Banks and finance companies can defer both principal and interest payments for qualified clients with residential mortgages through December 31, the Monetary Authority of Singapore said in a statement yesterday.
Small and medium-sized firms can opt to defer principal payments on their secured term loans until the end of the year, the MAS said.
The central bank’s latest loan relief adds to several other fiscal and monetary measures the city state is employing after the coronavirus pandemic induced the worst economic downturn in a decade in the first quarter.
More than S$40bn ($28bn) of existing loan facilities to small businesses will likely qualify for the relief plan.
“The shock to the economy from the Covid-19 outbreak is unprecedented,” Samuel Tsien, chairman of the Association of Banks in Singapore, said in the statement. “We must take extraordinary measures to address not just a health crisis, but what has developed to become a deep global economic crisis.”

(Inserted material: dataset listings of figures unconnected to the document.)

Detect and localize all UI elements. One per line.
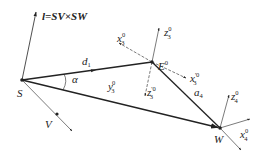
label-d1: d1 [82,55,91,68]
label-s: S [17,87,23,99]
point-w [218,126,222,130]
vector-diagram: l=SV×SW S V W E0 d1 α y03 a4 x03 z03 x'0… [0,0,263,157]
angle-alpha-arc [63,74,66,90]
label-z3-prime: z'03 [146,85,156,100]
label-z4: z04 [230,89,239,104]
label-v: V [45,118,53,130]
label-w: W [214,133,224,145]
normal-label: l=SV×SW [42,10,88,22]
axis-z4 [220,95,229,128]
label-a4: a4 [194,86,204,99]
label-x4: x04 [239,127,248,142]
axis-z3 [152,28,159,62]
point-e [150,60,153,63]
label-x3: x03 [116,31,125,46]
label-alpha: α [72,73,78,85]
label-e: E0 [157,59,168,72]
label-x3-prime: x'03 [189,71,199,86]
point-v [55,112,58,115]
point-s [20,78,24,82]
label-z3: z03 [163,25,172,40]
label-y3: y03 [107,79,115,94]
normal-vector-l [22,12,36,80]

Given deep capital buffers, ample liquidity and low leverage, Singapore lenders “are well placed to not only ride out the economic storm caused by Covid-19, but also provide meaningful relief to individuals and SMEs affected by the crisis,” MAS managing director Ravi Menon said in the release.
DBS Group Holdings Ltd, Oversea-Chinese Banking Corp and United Overseas Bank Ltd, Singapore’s three largest lenders, are already taking steps to help small firms and individual clients by various measures that include deferring principal repayments and liquidity relief.
The new measures will also allow life and health insurance policy holders to defer premium payments for up to six months, while customers with property and auto insurance policies can set up an installment payment plan. “Deferring payments increases future obligations and hence borrowers and policy holders should weigh their options carefully,” the MAS said. “Financial institutions will process all applications expeditiously.”
Companies, including SMEs, holding general insurance policies that protect their business and property risks may apply to their insurer for installment payment plans.
Banks and finance companies may apply for low-cost funding through a new Singapore-dollars facility for loans granted under Enterprise Singapore. Homeowners can apply for up to nine months relief on principal payments and/or interest payments on their mortgages.
Interest will continue to accrue on the deferred principal amount.
Consumers with credit card balances whose income has been cut by 25% or more can apply for a term loan of as many as five years. The rate would be capped at 8%, compared with 26% typically charged.
Banks can also access the $60bn of MAS funding established on March 26 Deputy Prime Minister Heng Swee Keat last week unveiled a second fiscal support package of S$48bn to help businesses and consumers hurt by the virus outbreak.
Gross domestic product fell an annualised 10.6% in the first quarter from the previous three months, and the government projected a severe recession for the full year.
Singapore’s central bank also took unprecedented easing steps Monday to support the trade-reliant economy.
The MAS, which uses the exchange rate as its main policy tool rather than a benchmark interest rate, lowered the midpoint of the currency band and reduced the slope to zero.